ECONOMIC growth needs to remain central to the Sadc agenda as this is how the region can lift its entire population out of poverty and create the resources that make a lot of the other problems recede into insignificance.
President Mnangagwa in his comments at the start and end of the 44th Summit in Harare where he took over the Sadc chair stressed, as he has stressed in his national role, the need to push as hard as possible in the economic sphere, as building a better life for everyone is, when you come down to it, a fundamental objective for any modern government.
All 16 Sadc members have their strong national plans for growth. They all recognise that building up their industry and trade so that they process raw materials before these are exported is important.
Member countries need to use the raw materials from their own countries and from the neighbours to manufacture a very wide range of products. Businesspeople also need to move out into the region and the world to sell these products.
The 44th Summit in its final communiqué over the weekend in Harare noted that the coming into force late last month of the agreement establishing the Tripartite Free Trade Area combining the Common Market for East and Central Africa, the East Africa Community and Sadc opened a major market of around 20 countries.
This is, in many respects, an interim measure, while the African Continental Free Trade Area is built up and extended and its detailed rules and regulations worked out. But it is an important milestone incorporating so much of the detailed bureaucratic detail that all free trade agreements require, along with a process to resolve disputes.
It now needs to be used to jump start the process, in our region, that will culminate with AfCFTA.
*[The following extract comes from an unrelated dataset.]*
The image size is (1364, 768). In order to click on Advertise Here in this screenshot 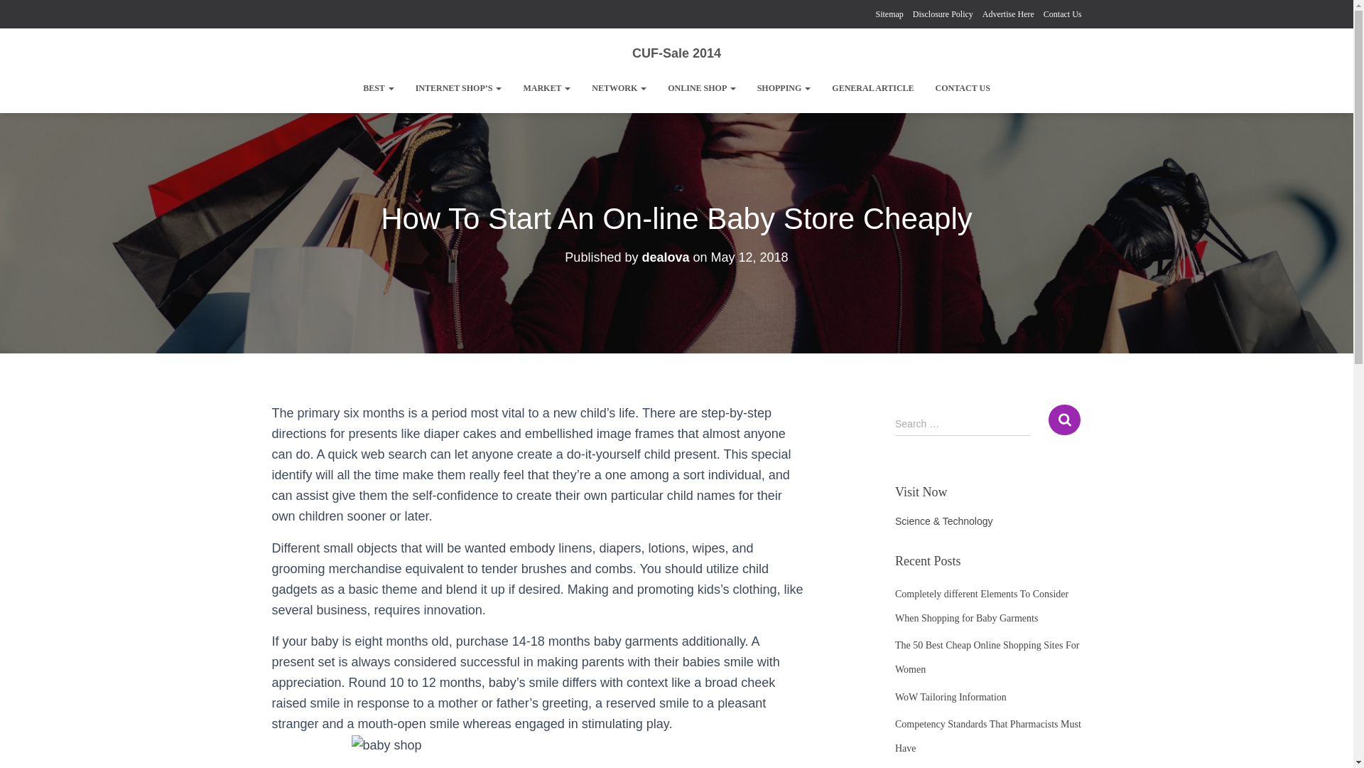, I will do `click(1008, 14)`.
As trade frees up, a lot of the national economies will tend to merge for many purposes into a regional and continental economy, one less geared towards national autarkies as countries try and become industrially self-sufficient and become instead a far larger regional economy. Free trade accelerates economic growth far faster than attempts to build national autarkies, and accelerates that growth in all the national economies that are opened to free trade.
This is not necessarily intuitive to many, and the less efficient are always keen to seek protection from their Governments. But as trade frees, the pressures to become efficient grow, just as the potential markets grow. It is the growth of markets, the growth of efficiency and the increase in spending power in that market as competition works that create the extra economic growth.
While the economic and development agenda is central, there are a lot of other areas where Sadc is a critical regional organisation, coordinating and unifying responses as well as seeking solutions for national problems within the region.
The security problems of the eastern DRC and northeast Mozambique head most lists, but there have been advances.
The special SADC Mission to Mozambique, which saw emergency support for a neighbour in trouble, has been so successful that it has ended. The security threat is still there, but reduced sharply and Mozambican resources built up to cope with any resurgence.
The peace process in the eastern DRC continues with African Union and United Nations support, but the negotiations through the Luanda process are chipping away at the gaps that need to need to be bridged.
Sadc, as the regional community, has the greatest outside stake in a successful process since a DRC fully at peace means a stronger region.
For the same reason, SADC maintains its pressure for the full removal of US and other Western sanctions on Zimbabwe, continuing to make it clear that anything that damages or tries to damage a member state damages the whole region. Zimbabwe is not an isolated nation, but one embedded in a strong regional economy and what harms each member harms all. That, after all, is why Sadc is concerned with DRC and Mozambique.
The constitutional developments of the two monarchies in Sadc, Lesotho and Eswatini, were also looked at, with the process in Lesotho now basically complete with Sadc assistance.
Progress in Eswatini has seen a united approach to Sadc to move that country from its special point of concern, which Sadc welcomed.
Global climate change is of serious concern to a region where so many are dependent on farming, and which really needs to grow most of its own food. The El Nino in the central Pacific brought drought to a range of countries, but also floods as you move north, and this required a regional response in seeking support, and the La Nina now expected will have largely the opposite effects, more easily managed but still requiring the region to be on alert.
Health, especially pandemics and epidemics, concern the members of Sadc as infections are not stopped by international borders.
The major cholera outbreak across a swathe of the region has been contained and some countries, including Zimbabwe, are now free for the moment of the disease, although everyone needs to be on alert.
Mpox, now declared of concern by the World Health Organisation, also needs a regional response and the Heads of State and Government are seeking support from WHO and Africa CDC as their health ministers are called into a special meeting to coordinate the regional response and work out what resources they need to make sure we can all cope. This is the sort of useful work that regional organisations can do when they are active, and a lot of that sort of work can be done as a matter of course.
President Mnangagwa promised at the end of the Summit to be an active chairman for his year in the post.
And the chair of Sadc is no sinecure if the job is to be done properly, since as ever more needs to be done as an integrating region.
More needs to be done by both the Sadc Secretariat and by the chair of the grouping to make sure we all move ahead together and cope with the regional difficulties successfully, by dealing with them together.